PR / Communications Agency businesses typically sell for 1.5–3.0× SDE in 2026. This guide covers verified pr / communications agency valuation multiples, key value drivers, typical deal structures, and market trends for brokers and buyers.
Last verified: 2026 | Sources: IBBA Market Pulse, BVR, BIZCOMPS transaction database
| Metric | 2026 Range |
| SDE multiple | 1.5–3.0× SDE |
| EBITDA multiple | 4–6× EBITDA |
| Revenue multiple | 0.5–1.0× annual revenue |
| Average deal size | $200K–$3M |
| Time to sell | 6–12 months |
| SBA eligible | Yes — SBA 7(a) eligible for agencies with recurring retainer base |
Seller note most common for under-$2M transactions; SBA 7(a) for larger retainer-based agencies; earnouts tied to client retention 12–18 months; buyer typically marketing professional or PE-backed marketing roll-up.
↔ Stable — PR and communications agency M&A active at lower end of market. Digital capabilities premium increasing. Integrated agencies (PR + digital + social) achieving higher multiples than traditional media relations only. PE roll-ups (MDC Partners, IPG, Stagwell) active above $5M revenue.
PR and communications agencies typically sell for 4–6× EBITDA or 0.5–1.0× annual revenue. Agencies with strong retainer bases (above 60% of revenue from monthly retainers) and diversified client rosters achieve multiples at the top of the range. Project-based or event-driven agencies sell at lower multiples due to revenue unpredictability.
Retainer revenue (fixed monthly fees for ongoing PR services) is the most valuable revenue type in PR agency acquisitions because it is predictable and recurring. Project revenue (one-time campaigns, crisis communications, event support) is valuable but unpredictable. Buyers pay premium multiples for agencies where 60%+ of revenue comes from long-term retainer clients.
PR agency client relationships are highly personal — clients often hire the agency because of the founder's media relationships and reputation. A transition plan (typically 6–12 months) where the founder introduces clients to the buying team is essential. Buyers typically structure earnouts tied to client retention rates over the first 12–18 months post-close.
Digital capabilities (social media management, content marketing, influencer relations, SEO-integrated PR) are increasingly required by buyers and premium-priced. Traditional-media-only PR agencies are facing structural pressure as clients demand integrated digital-traditional programs. Agencies with strong digital capabilities command 10–20% higher multiples than traditional-only practices.
Yes — SBA 7(a) is available for PR agency acquisitions with demonstrable recurring revenue. Agencies with 60%+ retainer revenue and multiple active clients are more financeable than project-based shops. SBA lenders require 3 years of financial history and typically finance up to 90% of the acquisition price for qualifying agencies.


*PROBLEM DESCRIPTION*.
Without the pictures, return each record as it appears.
EXTRACTED MATERIAL START
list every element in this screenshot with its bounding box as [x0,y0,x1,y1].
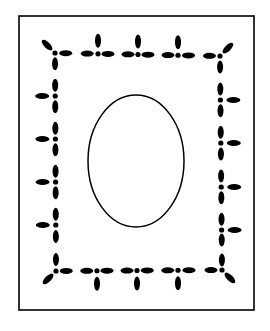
bead [80,268,93,274]
bead-node [53,179,58,184]
bead [162,52,175,58]
bead-node [95,51,100,56]
bottom-stem-leaf [175,276,181,290]
right-stem-leaf [227,184,241,190]
bead [219,254,225,267]
bead [217,61,223,74]
bead [218,104,224,117]
bead [218,126,224,139]
left-stem-leaf [36,222,50,228]
bead-node [53,93,58,98]
bottom-stem-leaf [94,277,100,291]
bead [183,267,196,273]
right-stem-leaf [228,227,242,233]
right-stem-leaf [227,140,241,146]
bead-node [53,222,58,227]
left-stem-leaf [36,179,50,185]
bead [122,51,135,57]
bead [203,53,216,59]
left-stem-leaf [35,136,49,142]
top-stem-leaf [175,35,181,49]
frame-illustration: Decorative rectangular frame with beaded… [0,0,270,331]
corner-leaf-top-left [40,38,54,52]
bead [121,268,134,274]
bead [52,122,58,135]
bead [53,253,59,266]
bead-node [219,184,224,189]
bead [218,148,224,161]
right-stem-leaf [226,97,240,103]
top-stem-leaf [95,34,101,48]
bead [52,143,58,156]
bead [52,57,58,70]
bead [53,165,59,178]
bead [52,79,58,92]
beaded-border [35,34,241,291]
bead [141,267,154,273]
bead [52,100,58,113]
bead-node [53,136,58,141]
bead [219,234,225,247]
bead-node [219,227,224,232]
bead [53,230,59,243]
bead [182,52,195,58]
bead-node [218,140,223,145]
corner-leaf-top-right [221,41,235,55]
bead [205,267,218,273]
bead-node [134,268,139,273]
bead-node [135,52,140,57]
corner-leaf-bottom-right [223,271,237,285]
bead [218,191,224,204]
bead [101,268,114,274]
bead [59,50,72,56]
bead [218,170,224,183]
bead-node [175,53,180,58]
bead-node [94,268,99,273]
bead [161,267,174,273]
corner-leaf-bottom-left [41,272,55,286]
bead-node [219,267,224,272]
bead [81,51,94,57]
bead-node [218,97,223,102]
bottom-stem-leaf [134,277,140,291]
bead-node [175,268,180,273]
bead-node [53,268,58,273]
top-stem-leaf [135,35,141,49]
frame-artwork [0,0,270,331]
bead [53,208,59,221]
bead [217,83,223,96]
bead [53,186,59,199]
bead [142,52,155,58]
bead-node [52,50,57,55]
bead [60,268,73,274]
bead [219,213,225,226]
bead-node [217,53,222,58]
center-oval [88,95,184,227]
bead [102,51,115,57]
left-stem-leaf [35,93,49,99]
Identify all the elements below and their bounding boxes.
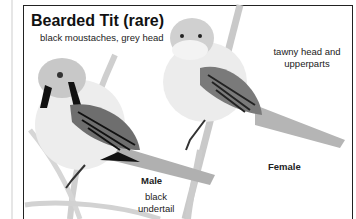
male-tail-label: black undertail xyxy=(138,191,174,215)
female-bird-icon xyxy=(163,18,345,150)
male-head-label: black moustaches, grey head xyxy=(40,32,164,44)
male-label: Male xyxy=(141,175,162,187)
page-title: Bearded Tit (rare) xyxy=(31,12,164,30)
female-head-label: tawny head and upperparts xyxy=(262,46,352,70)
female-label: Female xyxy=(268,161,301,173)
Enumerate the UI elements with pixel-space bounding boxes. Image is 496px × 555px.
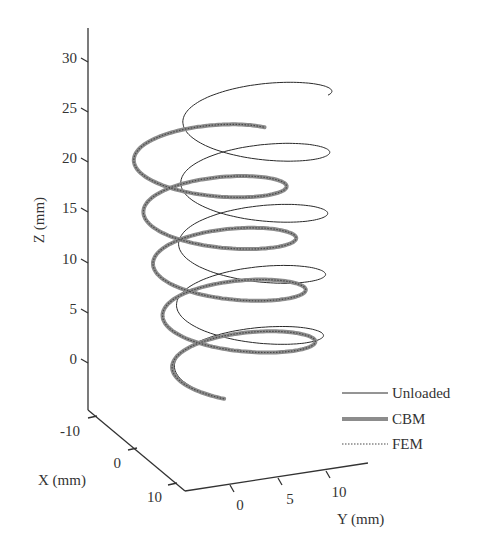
legend-label-unloaded: Unloaded: [392, 385, 451, 401]
plot-area: [134, 82, 332, 399]
z-tick-25: 25: [62, 100, 77, 116]
legend-label-cbm: CBM: [392, 411, 425, 427]
y-tick-0: 0: [236, 497, 244, 513]
x-tick-0: 0: [114, 455, 122, 471]
x-axis-line: [88, 410, 185, 491]
x-tick-10: 10: [147, 489, 162, 505]
z-axis-label: Z (mm): [31, 197, 48, 243]
x-tick-neg10: -10: [60, 423, 80, 439]
z-tick-30: 30: [62, 50, 77, 66]
axes: [81, 28, 368, 492]
z-tick-5: 5: [70, 301, 78, 317]
y-tick-labels: 0 5 10: [236, 484, 346, 513]
x-tick-labels: -10 0 10: [60, 423, 162, 505]
z-tick-labels: 30 25 20 15 10 5 0: [62, 50, 77, 367]
helix-3d-chart: 30 25 20 15 10 5 0 Z (mm) -10 0 10 X (mm…: [0, 0, 496, 555]
z-tick-0: 0: [70, 351, 78, 367]
legend: Unloaded CBM FEM: [342, 385, 451, 452]
y-axis-label: Y (mm): [337, 511, 384, 528]
legend-label-fem: FEM: [392, 436, 423, 452]
x-axis-label: X (mm): [38, 472, 86, 489]
z-tick-15: 15: [62, 200, 77, 216]
y-tick-10: 10: [332, 484, 347, 500]
y-tick-5: 5: [286, 491, 294, 507]
z-tick-10: 10: [62, 251, 77, 267]
fem-series: [134, 124, 315, 399]
cbm-series: [134, 124, 315, 399]
z-tick-20: 20: [62, 150, 77, 166]
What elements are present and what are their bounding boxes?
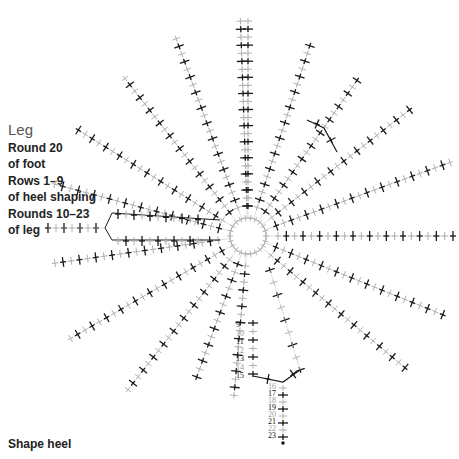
svg-text:23: 23 — [268, 431, 276, 440]
heel-shaping — [248, 267, 305, 445]
svg-text:15: 15 — [236, 371, 244, 380]
foundation-ring — [227, 215, 269, 257]
crochet-chart: 91011121314151617181920212223 — [0, 0, 459, 459]
stitch-spokes — [45, 18, 456, 398]
shape-heel-label: Shape heel — [8, 437, 71, 451]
EXTRACTED MATERIAL END
*SOLUTION TO THIS EXERCISE*.
list every element in this screenshot with its bounding box as [x0,y0,x1,y1].
bead [80,268,93,274]
bead-node [53,179,58,184]
bead [162,52,175,58]
bead-node [95,51,100,56]
bottom-stem-leaf [175,276,181,290]
right-stem-leaf [227,184,241,190]
bead [219,254,225,267]
bead [217,61,223,74]
bead [218,104,224,117]
bead [218,126,224,139]
left-stem-leaf [36,222,50,228]
bead-node [53,93,58,98]
bottom-stem-leaf [94,277,100,291]
bead [183,267,196,273]
right-stem-leaf [228,227,242,233]
right-stem-leaf [227,140,241,146]
bead-node [53,222,58,227]
left-stem-leaf [36,179,50,185]
bead [122,51,135,57]
bead [203,53,216,59]
left-stem-leaf [35,136,49,142]
top-stem-leaf [175,35,181,49]
frame-illustration: Decorative rectangular frame with beaded… [0,0,270,331]
corner-leaf-top-left [40,38,54,52]
bead [121,268,134,274]
bead [52,122,58,135]
bead [53,253,59,266]
bead-node [219,184,224,189]
bead [218,148,224,161]
right-stem-leaf [226,97,240,103]
top-stem-leaf [95,34,101,48]
bead [52,143,58,156]
bead [52,57,58,70]
bead [53,165,59,178]
bead [52,79,58,92]
beaded-border [35,34,241,291]
bead [141,267,154,273]
bead [52,100,58,113]
bead-node [53,136,58,141]
bead [219,234,225,247]
bead-node [219,227,224,232]
bead [53,230,59,243]
bead [182,52,195,58]
bead-node [218,140,223,145]
corner-leaf-top-right [221,41,235,55]
bead [205,267,218,273]
bead-node [134,268,139,273]
bead-node [135,52,140,57]
corner-leaf-bottom-right [223,271,237,285]
bead [218,191,224,204]
bead [101,268,114,274]
bead [59,50,72,56]
bead [218,170,224,183]
bead-node [175,53,180,58]
bead-node [94,268,99,273]
bead [161,267,174,273]
corner-leaf-bottom-left [41,272,55,286]
bead-node [219,267,224,272]
bead [81,51,94,57]
bead-node [218,97,223,102]
bottom-stem-leaf [134,277,140,291]
bead-node [175,268,180,273]
bead-node [53,268,58,273]
top-stem-leaf [135,35,141,49]
frame-artwork [0,0,270,331]
bead [53,208,59,221]
bead [217,83,223,96]
bead [53,186,59,199]
bead [142,52,155,58]
bead-node [52,50,57,55]
bead [60,268,73,274]
bead [219,213,225,226]
bead-node [217,53,222,58]
center-oval [88,95,184,227]
bead [102,51,115,57]
left-stem-leaf [35,93,49,99]
Identify all the elements below and their bounding boxes.
male-tail-label: black undertail xyxy=(138,191,174,215)
female-bird-icon xyxy=(163,18,345,150)
male-head-label: black moustaches, grey head xyxy=(40,32,164,44)
male-label: Male xyxy=(141,175,162,187)
page-title: Bearded Tit (rare) xyxy=(31,12,164,30)
female-head-label: tawny head and upperparts xyxy=(262,46,352,70)
female-label: Female xyxy=(268,161,301,173)
Enumerate the UI elements with pixel-space bounding boxes. Image is 496px × 555px.
legend-label-unloaded: Unloaded: [392, 385, 451, 401]
plot-area: [134, 82, 332, 399]
z-tick-25: 25: [62, 100, 77, 116]
legend-label-cbm: CBM: [392, 411, 425, 427]
y-tick-0: 0: [236, 497, 244, 513]
x-tick-0: 0: [114, 455, 122, 471]
x-axis-line: [88, 410, 185, 491]
x-tick-10: 10: [147, 489, 162, 505]
z-axis-label: Z (mm): [31, 197, 48, 243]
x-tick-neg10: -10: [60, 423, 80, 439]
z-tick-30: 30: [62, 50, 77, 66]
axes: [81, 28, 368, 492]
z-tick-5: 5: [70, 301, 78, 317]
y-tick-labels: 0 5 10: [236, 484, 346, 513]
x-tick-labels: -10 0 10: [60, 423, 162, 505]
z-tick-labels: 30 25 20 15 10 5 0: [62, 50, 77, 367]
helix-3d-chart: 30 25 20 15 10 5 0 Z (mm) -10 0 10 X (mm…: [0, 0, 496, 555]
z-tick-0: 0: [70, 351, 78, 367]
legend: Unloaded CBM FEM: [342, 385, 451, 452]
y-axis-label: Y (mm): [337, 511, 384, 528]
legend-label-fem: FEM: [392, 436, 423, 452]
x-axis-label: X (mm): [38, 472, 86, 489]
z-tick-15: 15: [62, 200, 77, 216]
y-tick-10: 10: [332, 484, 347, 500]
y-tick-5: 5: [286, 491, 294, 507]
z-tick-10: 10: [62, 251, 77, 267]
fem-series: [134, 124, 315, 399]
cbm-series: [134, 124, 315, 399]
z-tick-20: 20: [62, 150, 77, 166]
What elements are present and what are their bounding boxes?
svg-text:23: 23 — [268, 431, 276, 440]
heel-shaping — [248, 267, 305, 445]
svg-text:15: 15 — [236, 371, 244, 380]
foundation-ring — [227, 215, 269, 257]
crochet-chart: 91011121314151617181920212223 — [0, 0, 459, 459]
stitch-spokes — [45, 18, 456, 398]
shape-heel-label: Shape heel — [8, 437, 71, 451]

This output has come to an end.